Remember the gasket before you slip the cylinder head on... I grease mine very lightly.



Screw the cylinder head on gorilla tight. Don't strip the screw heads.



Apply the RCGF Logo!



Nice compression!




I spent over an hour trying to get the motor to start. At first she would run a second choked, but only a second with the choke opened. If I put fuel directly in the air intake of the carb she wpuld run a few seconds. So the cylinder works, its just not getting fuel. Fuel is in the lines to the carb. Something is wrong with the carb.

I took the carb apart. It was full of fuel... everything looks fine. I am at a loss now as to what to do next. I guess I will try changing the carb. Maybe I will try the single needle carb...

UPDATE: This evening, for giggles, I installed the single needle carb. I had taken it apart, so first had to put it back together. I have no idea what the factory setting is for the needle. I think I remember I only adjust the tiny needle in the middle, not the big brass housing. It was dry and the engine can't draw vacuum sufficient to dry start it (a problem that doomed it, so now it comes with a Walboro carb). I figured out how to get fuel into the system and got her to start. But the settings are all wrong, so she starts at mid throttle, quits at full and at idle. I have an email in to Joe Nelson at RCGF USA about the factory settings and may try to get it to run. If I decide to use it, I will have to completely reconfigure the throttle servo and linkage, as the Walboro's comes out underneath and the sRCGF carb connects on top as installed. I am going to try to figure out what is wrong with the Walboro, but may need to send it or buy a new one.

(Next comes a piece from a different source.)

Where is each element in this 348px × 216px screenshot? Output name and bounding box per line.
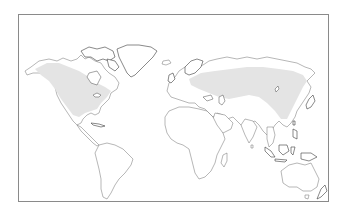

The original RCGF Single Needle Carb installed. 



Bottom (top, installed). The throttle lever would have been on top instead of where the servo comes out on the bottom of the fuse. There was no point to keeping it installed, especially after what I discovered  (see below video).



Recorded during the first good start. Trying to tune it I only made it worse. It will only start at precisely half throttle, will speed up at 3/4 almost full, but quit at full, and anything less than half.

UPDATE (8/2/18): Well, this is interesting. I am surprised the engine ran at all! I was removing the single needle carb and reinstalling the original but now completely deconstructed and rebuilt Walboro carb when I went to plug the vacuum nipple on the cylinder that the remote fuel pump for the single carb needs. I saw that tis plugged INTERNALLY. I had completely forgotten I had poured solder into it to completely close it off. Somehow the pump worked, sort of, without vacuum. This may be why it ran oddly and could not be tuned.


The brass penis thingy coming off the base of the cylinder is the vacuum nipple for the single needle fuel pump.